How Psychology Can Help Me Find Love!
What is love?
So, you are at the grocery store and share a laugh with your cashier. You are walking through the mall and a stranger greets you with a gentle nod and silently wishes you a great day. Can these everyday moments be called love?
Of course first of all, love is an experience, an emotional response. The strong and sometimes intense positive feeling that rises both in your brain (with thoughts and chemical flushes) and in your body (there are physical sensations associated with this wave of emotional connection). Love, like other positive emotions feels good! However, love goes beyond feeling good, it quite literally changes your mind.
Love is a shared experience. Between two or more people, quite literally, the brains and the bodies of those who are experiencing the physical and emotional qualities of love are synced into each other. Our awareness of what the other person is experiencing is opened, as well as our eyes. We are quite literally opened up to one another when we feel love. We empathize, rejoice and understand each other at a higher level. Therefore, because love allows us to see and experience deeply, love is part of wisdom!
As all emotions, this feeling of being synced and connected has an ebb and flow, and eventually it fades away. We expect that of emotions, and in fact want the fade with our negative emotions. But love has been classically categorized differently. We want it to be ever present, ever available, and once attained, (if the right fit) permanent. When it fades as an emotion, many are left confused or at least disappointed.
Picture love more like an emotional meal. It is easy to understand that our bodies need good food and healthy balance to thrive. Love, as an emotional meal, comes in different shapes and sizes, with different qualities and packages. Sometimes, it is a feast that we prepare for with care and enjoy slowly. This leaves us feeling full and satisfied for a long time. Perhaps this is a planned outing with a spouse or other significant relationship that breaths renewed life and energy into that relationship. You talk deeply and openly with curiosity and care. You laugh together, touch, and are silly together.
Other times, love is quick and unplanned, a fleeting moment. A snack, fast food, or piece of fruit to keep us going and energized. These are the everyday interactions with those we care about and with strangers. Love is present anytime we are emotionally and mentally connected, we are “on the same page.” Love is a positive energy force, like and electric charge that happens ever so momentarily. It is a flow of positive emotion that is shared with others in real time.
As put by Fredrickson, in Love 2.0, “More than any other positive emotion, then, love belongs not to one person, but to pairs or groups of people. It resides within connections.” Therefore, if you have exposure to others, you have opportunities to share love. There is so much potential!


→ **Work required**
Write out the entries exactly. None of the pictures should appear in the copy.

[Supplied entries Boundary: Start]

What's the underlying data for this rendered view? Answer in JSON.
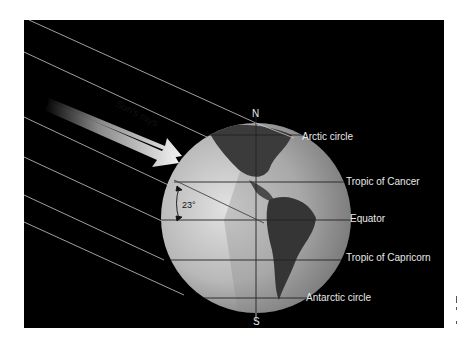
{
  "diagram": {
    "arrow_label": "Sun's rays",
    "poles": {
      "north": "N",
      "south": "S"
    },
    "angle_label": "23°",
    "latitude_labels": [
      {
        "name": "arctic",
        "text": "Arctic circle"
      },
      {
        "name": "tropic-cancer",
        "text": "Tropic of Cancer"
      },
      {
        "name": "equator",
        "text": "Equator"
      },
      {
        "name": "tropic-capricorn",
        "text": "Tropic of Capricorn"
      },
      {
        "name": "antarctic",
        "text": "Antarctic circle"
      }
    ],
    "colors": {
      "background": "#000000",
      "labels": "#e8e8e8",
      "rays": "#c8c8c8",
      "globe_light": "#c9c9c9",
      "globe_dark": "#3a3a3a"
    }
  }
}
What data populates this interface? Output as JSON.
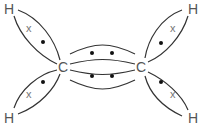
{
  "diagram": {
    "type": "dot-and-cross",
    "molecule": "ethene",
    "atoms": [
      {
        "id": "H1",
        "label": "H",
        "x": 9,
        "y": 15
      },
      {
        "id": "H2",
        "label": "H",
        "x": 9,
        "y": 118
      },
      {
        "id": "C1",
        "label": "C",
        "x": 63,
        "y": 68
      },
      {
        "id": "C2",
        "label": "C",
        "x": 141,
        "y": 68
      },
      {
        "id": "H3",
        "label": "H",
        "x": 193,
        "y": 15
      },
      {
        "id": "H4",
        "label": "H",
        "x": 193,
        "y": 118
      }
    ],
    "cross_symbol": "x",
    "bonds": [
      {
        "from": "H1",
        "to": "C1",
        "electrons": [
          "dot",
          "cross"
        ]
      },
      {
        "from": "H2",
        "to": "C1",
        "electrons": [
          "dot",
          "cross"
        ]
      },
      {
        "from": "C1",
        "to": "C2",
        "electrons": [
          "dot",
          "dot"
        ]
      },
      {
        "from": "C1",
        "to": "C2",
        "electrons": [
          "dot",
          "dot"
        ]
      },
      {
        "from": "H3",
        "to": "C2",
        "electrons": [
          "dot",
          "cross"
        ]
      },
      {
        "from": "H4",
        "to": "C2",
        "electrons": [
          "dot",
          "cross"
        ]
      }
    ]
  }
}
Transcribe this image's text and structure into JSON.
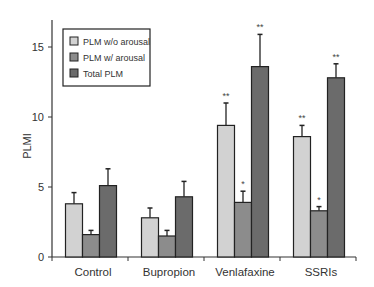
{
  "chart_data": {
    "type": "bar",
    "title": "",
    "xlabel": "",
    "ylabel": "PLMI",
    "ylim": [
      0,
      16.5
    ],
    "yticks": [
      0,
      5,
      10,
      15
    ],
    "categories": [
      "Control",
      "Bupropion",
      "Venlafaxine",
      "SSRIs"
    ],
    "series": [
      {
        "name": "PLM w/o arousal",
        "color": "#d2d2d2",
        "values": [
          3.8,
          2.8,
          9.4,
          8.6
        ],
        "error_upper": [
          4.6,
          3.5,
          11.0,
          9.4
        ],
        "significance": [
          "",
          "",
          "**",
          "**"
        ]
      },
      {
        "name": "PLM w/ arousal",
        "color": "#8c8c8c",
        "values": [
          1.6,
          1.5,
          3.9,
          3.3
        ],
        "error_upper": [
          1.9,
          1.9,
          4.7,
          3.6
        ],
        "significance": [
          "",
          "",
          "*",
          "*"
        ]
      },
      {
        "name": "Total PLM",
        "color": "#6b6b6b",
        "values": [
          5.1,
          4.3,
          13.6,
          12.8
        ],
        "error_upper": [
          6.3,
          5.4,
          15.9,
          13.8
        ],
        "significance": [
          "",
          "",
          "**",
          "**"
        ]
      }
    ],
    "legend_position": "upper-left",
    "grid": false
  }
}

[Supplied entries Boundary: End]

→ **Task answer**
What's the underlying data for this rendered view? Answer in JSON.
{
  "diagram": {
    "arrow_label": "Sun's rays",
    "poles": {
      "north": "N",
      "south": "S"
    },
    "angle_label": "23°",
    "latitude_labels": [
      {
        "name": "arctic",
        "text": "Arctic circle"
      },
      {
        "name": "tropic-cancer",
        "text": "Tropic of Cancer"
      },
      {
        "name": "equator",
        "text": "Equator"
      },
      {
        "name": "tropic-capricorn",
        "text": "Tropic of Capricorn"
      },
      {
        "name": "antarctic",
        "text": "Antarctic circle"
      }
    ],
    "colors": {
      "background": "#000000",
      "labels": "#e8e8e8",
      "rays": "#c8c8c8",
      "globe_light": "#c9c9c9",
      "globe_dark": "#3a3a3a"
    }
  }
}
What data populates this interface? Output as JSON.
{
  "diagram": {
    "type": "dot-and-cross",
    "molecule": "ethene",
    "atoms": [
      {
        "id": "H1",
        "label": "H",
        "x": 9,
        "y": 15
      },
      {
        "id": "H2",
        "label": "H",
        "x": 9,
        "y": 118
      },
      {
        "id": "C1",
        "label": "C",
        "x": 63,
        "y": 68
      },
      {
        "id": "C2",
        "label": "C",
        "x": 141,
        "y": 68
      },
      {
        "id": "H3",
        "label": "H",
        "x": 193,
        "y": 15
      },
      {
        "id": "H4",
        "label": "H",
        "x": 193,
        "y": 118
      }
    ],
    "cross_symbol": "x",
    "bonds": [
      {
        "from": "H1",
        "to": "C1",
        "electrons": [
          "dot",
          "cross"
        ]
      },
      {
        "from": "H2",
        "to": "C1",
        "electrons": [
          "dot",
          "cross"
        ]
      },
      {
        "from": "C1",
        "to": "C2",
        "electrons": [
          "dot",
          "dot"
        ]
      },
      {
        "from": "C1",
        "to": "C2",
        "electrons": [
          "dot",
          "dot"
        ]
      },
      {
        "from": "H3",
        "to": "C2",
        "electrons": [
          "dot",
          "cross"
        ]
      },
      {
        "from": "H4",
        "to": "C2",
        "electrons": [
          "dot",
          "cross"
        ]
      }
    ]
  }
}
Transcribe this image's text and structure into JSON.
{
  "chart_data": {
    "type": "bar",
    "title": "",
    "xlabel": "",
    "ylabel": "PLMI",
    "ylim": [
      0,
      16.5
    ],
    "yticks": [
      0,
      5,
      10,
      15
    ],
    "categories": [
      "Control",
      "Bupropion",
      "Venlafaxine",
      "SSRIs"
    ],
    "series": [
      {
        "name": "PLM w/o arousal",
        "color": "#d2d2d2",
        "values": [
          3.8,
          2.8,
          9.4,
          8.6
        ],
        "error_upper": [
          4.6,
          3.5,
          11.0,
          9.4
        ],
        "significance": [
          "",
          "",
          "**",
          "**"
        ]
      },
      {
        "name": "PLM w/ arousal",
        "color": "#8c8c8c",
        "values": [
          1.6,
          1.5,
          3.9,
          3.3
        ],
        "error_upper": [
          1.9,
          1.9,
          4.7,
          3.6
        ],
        "significance": [
          "",
          "",
          "*",
          "*"
        ]
      },
      {
        "name": "Total PLM",
        "color": "#6b6b6b",
        "values": [
          5.1,
          4.3,
          13.6,
          12.8
        ],
        "error_upper": [
          6.3,
          5.4,
          15.9,
          13.8
        ],
        "significance": [
          "",
          "",
          "**",
          "**"
        ]
      }
    ],
    "legend_position": "upper-left",
    "grid": false
  }
}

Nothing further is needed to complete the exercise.